Recipient of awards from the American Library Association, Texas Institute of Letters and Texas Associated Press, Mexican American author David Bowles has written fourteen books, including the Pura Belpré Honor Book The Smoking Mirror, Chupacabra Vengeance, and Feathered Serpent, Dark Heart of Sky: Myths of Mexico (one of Kirkus Reviews' Best YA Books of 2018). 2018 also saw the publication of They Call Me Güero: A Border Kid's Poems (Honor Book for the 2019 Walter​ ​Dean​ ​Myers​ ​Award​s ​for​ ​Outstanding​ ​Children's​ ​Literature). In 2019, Penguin will publish The Chupacabras of the Rio Grande, co-written with Adam Gidwitz. and Tu Books will release Clockwork Curandera, a steampunk graphic novel illustrated by Raúl the Third. David's work has also appeared in venues such as Apex, Nightmare, The Dark, Eye to the Telescope, Strange Horizons, Journal of Children's Literature, Translation Review, and Rattle. In 2017, David was inducted into the Texas Institute of Letters in recognition of his literary accomplishments.

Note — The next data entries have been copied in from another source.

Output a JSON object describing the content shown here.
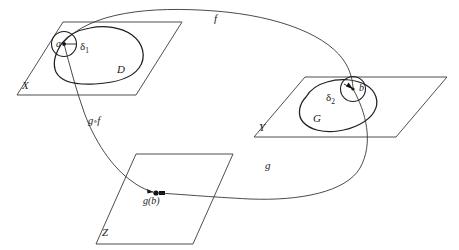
{
  "diagram": {
    "type": "mathematical-diagram",
    "stroke_color": "#262626",
    "background_color": "#ffffff",
    "planes": [
      {
        "id": "X",
        "label": "X",
        "contains_region": "D",
        "contains_point": "a"
      },
      {
        "id": "Y",
        "label": "Y",
        "contains_region": "G",
        "contains_point": "b"
      },
      {
        "id": "Z",
        "label": "Z",
        "contains_point": "g(b)"
      }
    ],
    "regions": [
      {
        "id": "D",
        "label": "D",
        "plane": "X"
      },
      {
        "id": "G",
        "label": "G",
        "plane": "Y"
      }
    ],
    "points": [
      {
        "id": "a",
        "label": "a",
        "plane": "X"
      },
      {
        "id": "b",
        "label": "b",
        "plane": "Y"
      },
      {
        "id": "gb",
        "label": "g(b)",
        "plane": "Z"
      }
    ],
    "neighborhoods": [
      {
        "id": "delta1",
        "label": "δ",
        "subscript": "1",
        "center_point": "a",
        "plane": "X"
      },
      {
        "id": "delta2",
        "label": "δ",
        "subscript": "2",
        "center_point": "b",
        "plane": "Y"
      }
    ],
    "maps": [
      {
        "id": "f",
        "label": "f",
        "from": "X",
        "to": "Y"
      },
      {
        "id": "g",
        "label": "g",
        "from": "Y",
        "to": "Z"
      },
      {
        "id": "gof",
        "label": "g",
        "ring": "∘",
        "label2": "f",
        "from": "X",
        "to": "Z"
      }
    ]
  }
}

Lords of the Earth by David Bowles

After four billion years, they have emerged.

When the volcano Popocatepetl erupts, a massive, reptilian monster crawls out of the caldera and begins attacking Mexico City. Unable to stop it, the military calls on Elena Baz, a disabled physicist who consults with the Mexican Army. Dr. Baz gathers a team of the greatest scientific minds, searching for a way to bring the behemoth down. But as the kaiju leaves a swath of destruction across Central Mexico, other volcanoes grow more and more active. Now the nation's only hope lies with Alfonso Becerra, an indigenous anthropologist with radical fringe ideas. Elena and Alfonso will have to overcome their personal traumas and long-standing feud in order to work together. For only a blend of science and myth can save Mexico from the ancient Lords of the Earth.

CURATOR'S NOTE

David Bowles is, to say the least, eclectic. Although he has published several children's and YA books, he has also translated Aztec and Mayan poetry, and published many short stories. With Lords of the Earth he tries a new sub-genre: the monster adventure. – Silvia Moreno-Garcia

 

REVIEWS

  • "Lords of the Earth is a breath-taking, pulse-pounding story with a high body count and an intensely human element that's perfect for a lazy rainy day next to the heater or fireplace, maybe paired with a warm brandy or neat scotch added for a finishing touch. It's a masterful blend of science and Mesoamerican myth and mysticism that sounds outlandish in premise but is so perfectly well executed you won't want to put it down once you start reading."

    – Shane Douglas Keene, Hellnotes
  • "A fantastic piece blending science fiction, Aztec mythology, and contemporary affairs."

    – Nerdtino
  • "David Bowles' Lords of the Earth packs quite a punch. You get plenty of kaiju action: landscapes razed, buildings destroyed and reduced to slag, and just all around devastation. More than that, though, there are themes of anti-imperialism (Western dominance), remnants of colonialism, women in positions of power, and corruption. I especially loved the importance placed on anthropology and archaeology, in the context of not letting Mesoamerican myth and culture become effaced from existence; there's very much a commentary on the preservation of traditions, rituals, and languages, all in danger of being erased and forgotten, often by more dominant, outside cultures."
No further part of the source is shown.